Recently, the architect Ilya Utkin told us about his project for a residential complex in Kadashi. This project - much smaller in size compared to what the developer had planned to build near the Church of the Resurrection in Kadashi earlier - is based on the memory of the history of the place: a sausage factory that existed here in the 19th century. Despite the delicacy of the approach to context, the project has its supporters and opponents. Another project appeared, based on the idea of reproducing urban plaster classicism; the church community opposes any construction. The controversy continues. Meanwhile, the Arkhnadzor movement supported Ilya Utkin's project. We are publishing a commentary by one of the most famous activists of the movement Natalia Samover.

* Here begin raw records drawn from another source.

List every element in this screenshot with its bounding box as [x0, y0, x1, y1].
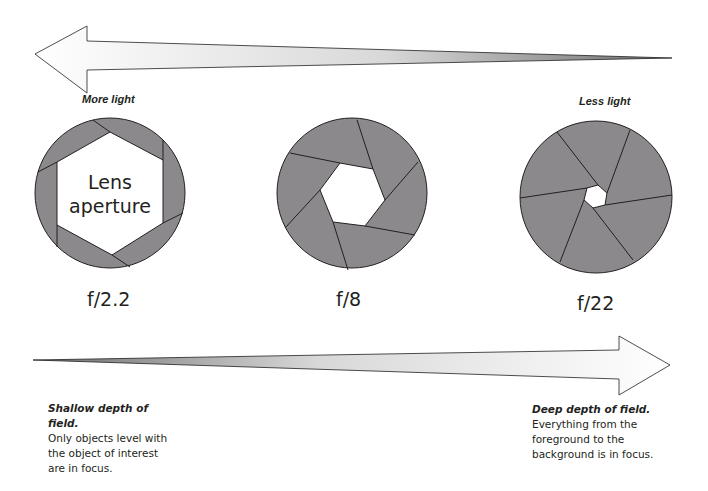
fstop-label-f22: f/22 [577, 292, 614, 314]
lens-label: Lens [88, 171, 132, 193]
aperture-label: aperture [69, 195, 151, 217]
shallow-dof-caption: Shallow depth of field. Only objects lev… [48, 401, 178, 476]
aperture-f22 [520, 121, 672, 273]
aperture-f8 [277, 118, 427, 270]
fstop-label-f2-2: f/2.2 [87, 288, 130, 310]
shallow-dof-line: Only objects level with [48, 431, 178, 446]
depth-of-field-arrow [33, 336, 670, 395]
aperture-f2-2: Lens aperture [35, 118, 185, 268]
shallow-dof-line: the object of interest [48, 446, 178, 461]
shallow-dof-title: Shallow depth of field. [48, 401, 178, 431]
deep-dof-title: Deep depth of field. [532, 402, 692, 417]
less-light-label: Less light [579, 95, 632, 107]
deep-dof-caption: Deep depth of field. Everything from the… [532, 402, 692, 462]
more-light-label: More light [82, 93, 136, 105]
deep-dof-line: Everything from the [532, 417, 692, 432]
shallow-dof-line: are in focus. [48, 461, 178, 476]
more-light-arrow [35, 26, 672, 93]
deep-dof-line: background is in focus. [532, 447, 692, 462]
fstop-label-f8: f/8 [336, 288, 361, 310]
deep-dof-line: foreground to the [532, 432, 692, 447]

“If this project is implemented, it will become, in my opinion, an exemplary example of the regeneration of the historical urban environment, because it has found a complex balance between the obvious value of the area's environmental characteristics and the requirements of modern use. It is only necessary to add that on the territory next to the projected buildings there is still one status monument - the Deer Chambers of the first half of the 18th century. This building is younger than the Church of the Resurrection, but older than the sausage factory. A kind of sign of the depth and multi-layered history of the Kadash. Utkin orients to the facade of these chambers the route of the Kadashevsky deadlock, which he is extending.

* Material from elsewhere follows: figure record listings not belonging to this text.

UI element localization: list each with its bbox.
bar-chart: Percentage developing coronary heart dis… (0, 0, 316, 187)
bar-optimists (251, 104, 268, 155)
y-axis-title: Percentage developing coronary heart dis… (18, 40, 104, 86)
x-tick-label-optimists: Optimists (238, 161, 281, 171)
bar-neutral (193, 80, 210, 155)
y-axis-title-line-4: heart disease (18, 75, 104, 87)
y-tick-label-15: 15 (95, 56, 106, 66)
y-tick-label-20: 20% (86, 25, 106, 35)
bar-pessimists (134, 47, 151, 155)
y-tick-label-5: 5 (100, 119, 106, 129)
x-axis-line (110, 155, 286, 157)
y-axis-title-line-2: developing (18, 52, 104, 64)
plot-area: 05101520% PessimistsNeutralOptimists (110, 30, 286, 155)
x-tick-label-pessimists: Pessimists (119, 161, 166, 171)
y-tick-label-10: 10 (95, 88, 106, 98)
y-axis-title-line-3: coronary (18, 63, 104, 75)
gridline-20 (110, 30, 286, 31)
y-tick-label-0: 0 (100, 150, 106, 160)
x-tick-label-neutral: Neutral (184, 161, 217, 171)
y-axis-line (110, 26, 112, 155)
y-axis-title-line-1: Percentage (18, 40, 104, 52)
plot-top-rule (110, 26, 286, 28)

The rest of the historical buildings (which, however, were few among the Soviet workshops) were almost completely destroyed by the efforts of the developer, when he still dreamed of realizing there a three times more massive object. The activists literally obscured the wall of the sausage shop with their own bodies, and now it serves as an anchor to which the entire stylistics of Utkin's project clings. The choice of the style of factory architecture of the late 19th century, here, in my opinion, is the only possible one. Firstly, this is the style of preserved authentic historical buildings, secondly, the style of this place, when it was Grigoriev's factory, and finally the style of Zamoskvorechye, where there was a lot of similar architecture and a lot has survived to this day.
Finally, this is the style of the historical surroundings of the Church of the Resurrection in Kadashi. It is naive to compose in this place some kind of classicism of the beginning of the 19th century (why, by the way, not the beginning of the 18th century?). Firstly, there is no data on what the facades of the houses that stood in this place at that time were. We have only the historical plans of the quarter at our disposal. Secondly, nothing at all has come down to us from the urban environment of that period, while not only images, but also several original fragments of buildings have survived from the environment of the late 19th – early 20th centuries. I would like to dream that the implementation of this project will be a breakthrough in the sad practice of false regenerations that disfigure Moscow, but I can't believe it myself.

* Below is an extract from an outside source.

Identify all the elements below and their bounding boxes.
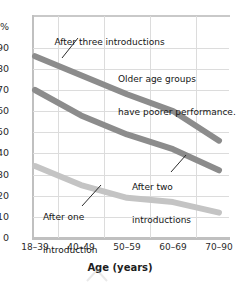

There are still unique circumstances that forced the city authorities to really severely restrict the developer, and not everywhere there is a sufficiently smart and cultural architect. Moreover, however, a sample is needed, which can be referred to when discussing other regenerations. All of the above, of course, does not mean that there are no more problems in this quarter. The entire site is the territory of the protected cultural layer. Excavation with an excavator is not the most correct way to handle it, but for several years the site has been empty, and archaeological exploration has not been carried out. But this, as they say, is another story that does not concern the qualities of the project under discussion."